Though this initial instinctual approach remained a guiding principle, going deeper into the work of the translations demanded a huge amount of contextualizing research and a constant questioning of the dynamic between authorial intent and readerly interpretation that's familiar to all acts of translation. The myriad complexities of translational decisions begin with the title: Museum Penghancur Dokumen. “Museum” and “dokumen” will of course be recognizable to English readers as cognates of the English “museum” and “document,” absorbed into the polyglottal fibers of the Indonesian language. “Penghancur” is a noun corresponding roughly to the English “destroyer, crusher, smasher.” However, following a logic of acute subversion that runs throughout the book, “museum penghancur dokumen” plays on “mesin penghancur dokumen”—roughly “document shredding machine” in English—or what is commonly called a “paper shredder” or “document shredder.” So, if there were a way to embed a “museum” into the semantic space of the “machine” that could animate the act of “paper” or “document” shredding in the English language, that might be a more apt way of envisaging it.

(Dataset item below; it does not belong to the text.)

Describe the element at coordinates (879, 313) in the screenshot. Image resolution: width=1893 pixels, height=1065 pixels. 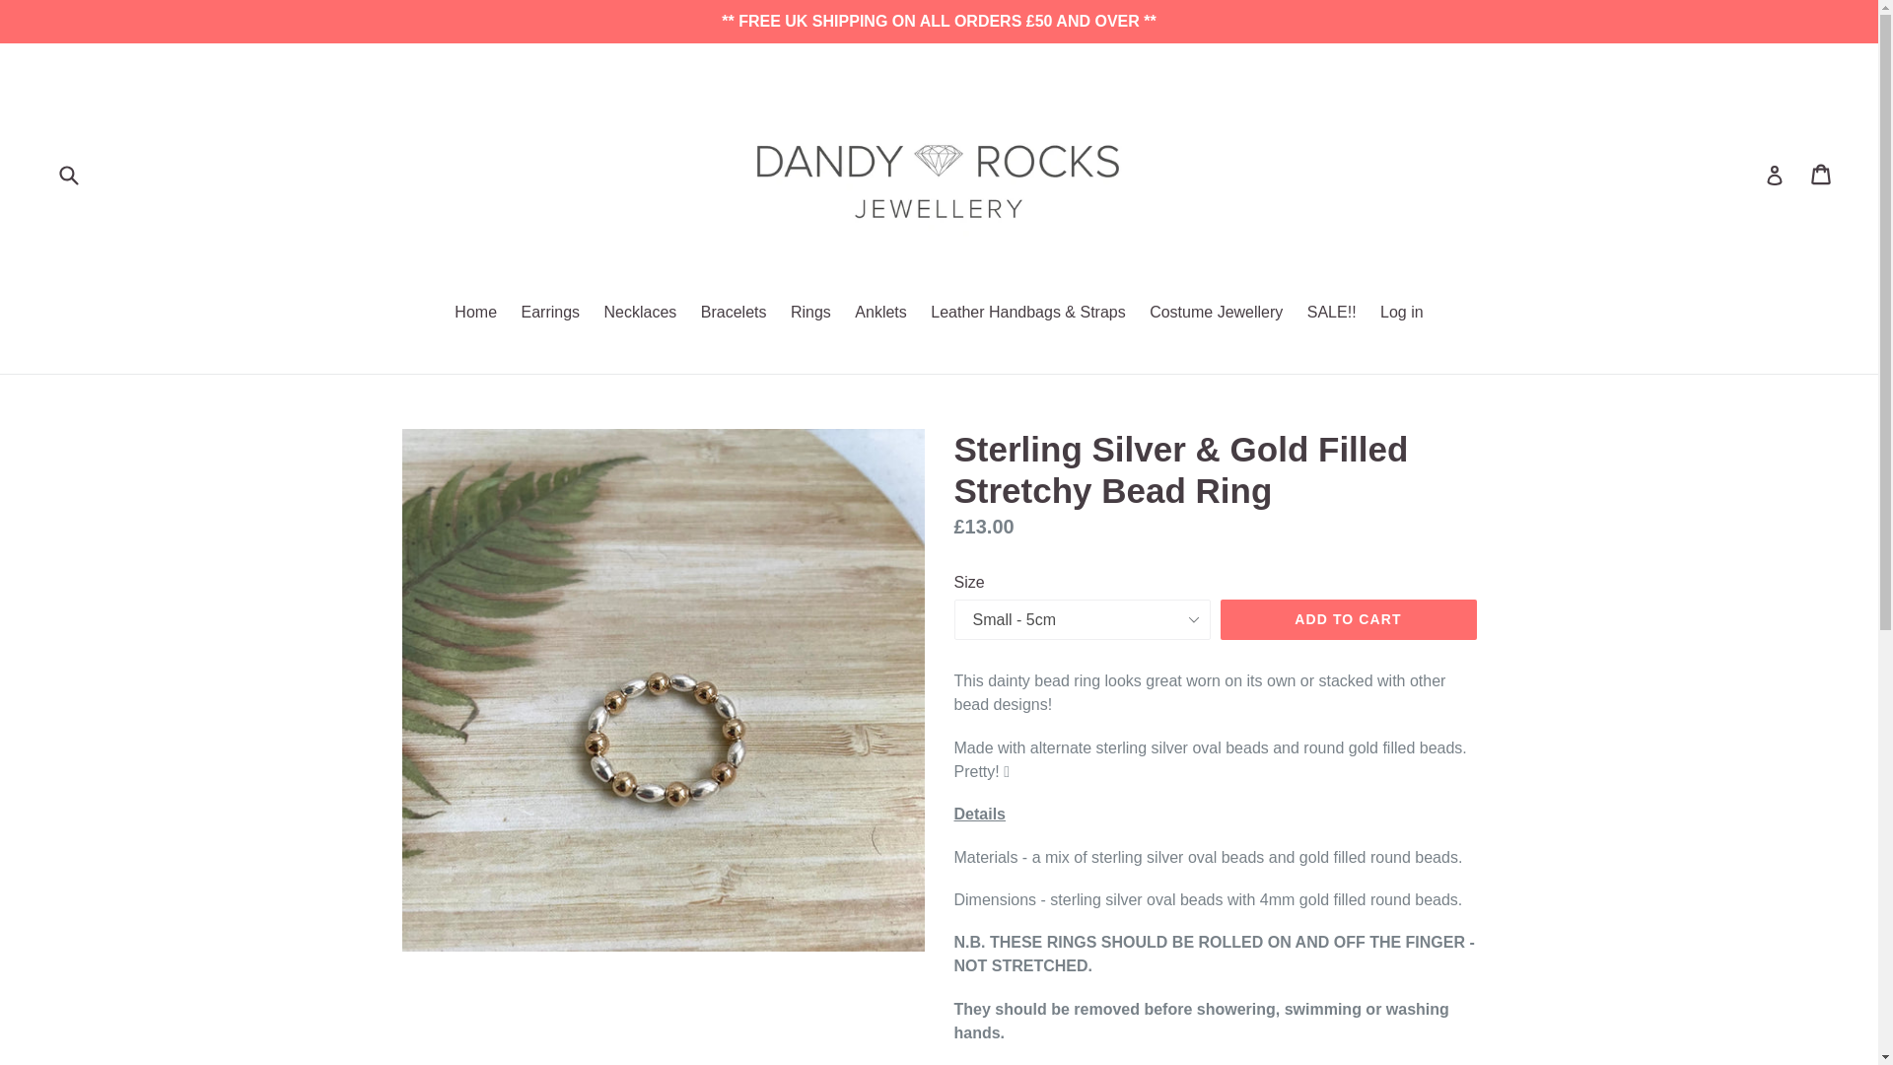
I see `Anklets` at that location.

These “machines,” in both punning and more straightforward roles, pop up throughout the book. “Mesin foto copy,” “mesin cuci,” “mesin hitung,” “mesin pencetak,” “mesin ATM,” and “mesin penghancur dokumen” itself. Throughout, I've kept the literal “machine” in the English translation, even where unconventional, e.g. “printing machine” rather than “printer.” Though this may be a rather facile illustration of the translational attitude of the book, I hope it suffices as an example of an intention to carefully follow Afrizal's poems in their attempt to lay bare the emptiness of rote linguistic commonplaces and fill their senselessness with possibilities for shadow meanings, unexpected imaginings.
In fact, the words “bayang,” and “bayangan,” which can be said to roughly mean both “shadow” and “imagination” (or, in the verb form “membayangkan,” “to shadow” and “to imagine”) appear with great frequency in Museum Penghancur Dokumen. Throughout the English version, I've translated the noun form as “shadow(s)” and the verb form as “to imagine.” Though this decision is based in the context of the words' usage in the poems, in language situations where it's (almost universally) quite clear which meaning is being employed, I wonder if it's too consistent, too clean. Something about the indivisibility of ideas in this word, of shadow as imagination and imagining as shadowing, feels essential to the overall aesthetic and politic of the book.
And so, in the space of this note, I'd like to shadow an imagined version of this translation. Or, more accurately, a multitude of such possible versions. I think of Document Shredding Museum as a shadow of a shadow that will “slip away from its light.” As Afrizal writes in the afterward, “The poems in this collection are like a piece of knitting that leaves its unknit leftover strands among the triangle's shadows: language-shadow, body-shadow, and space-shadow…leaving the dimensions unbound, reality discontinuous, in order for memories unarchived to discover their own distinct skies.” These poems invite us to discover for ourselves as well. They invite us to a “dinner party between cause and effect.” Invite us to “swim in a language that always says good morning to the bathroom.”